As the health care industry looks for technologies that can accelerate testing and treatment for coronavirus, DroneUp is working to determine how UAS might be able to help.
The company, along with partners UPS and subsidiary UPS Flight Forward, Virginia’s Center for Innovative Technology (CIT), and Workhorse Group, completed tests earlier this month in Virginia to evaluate “the commercial drone industry’s ability to provide and scale small unmanned aerial systems to support various use cases to speed and assist the U.S. health care system during the novel coronavirus crisis,” according to a news release.
“We’ve proven through ongoing commercial drone delivery programs that effective drone delivery of medical products is faster than conventional ground-based transportation,” said Scott Price, UPS chief strategy and transformation officer, according to the release. “Drones offer a low-touch option for delivery of lab specimens and medical products that could make a significant impact in an urgent response application.”
Tests were conducted over three days on the vacant campus of St. Paul’s College, in Lawrenceville, Virginia. The safe, complex community environment made it possible to test UAS package delivery under a variety of conditions. Exercises focused on delivery to residential and commercial areas.
The goal was to determine safe operational capacities based on existing technologies, policies, personnel, and environmental restrictions; airspace de-confliction for safe and efficient delivery day and night; and proposed policy changes to further enable the use of UAS.
Findings and recommendations from Operation Last-Mile: Critical Drone Delivery Testing will be included in a report to the White House.

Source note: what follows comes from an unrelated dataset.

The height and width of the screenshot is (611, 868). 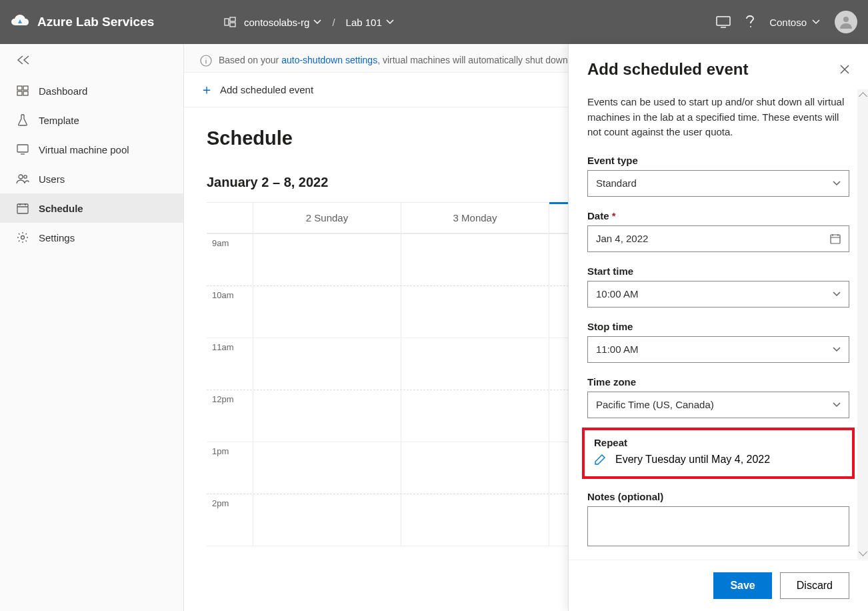 What do you see at coordinates (23, 179) in the screenshot?
I see `users-icon` at bounding box center [23, 179].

“Many in the public—along with federal, state and local officials—are asking how drones can be used in this time of crisis,” DroneUp CEO Tom Walker said, according to the release. “Rather than speculate, it is incumbent upon our industry to conduct operationally based exercises that produce factual data and lessons learned to ensure we can respond safely, effectively and efficiently when called upon. Data collected now will impact our capabilities beyond the COVID-19 outbreak we are currently facing.”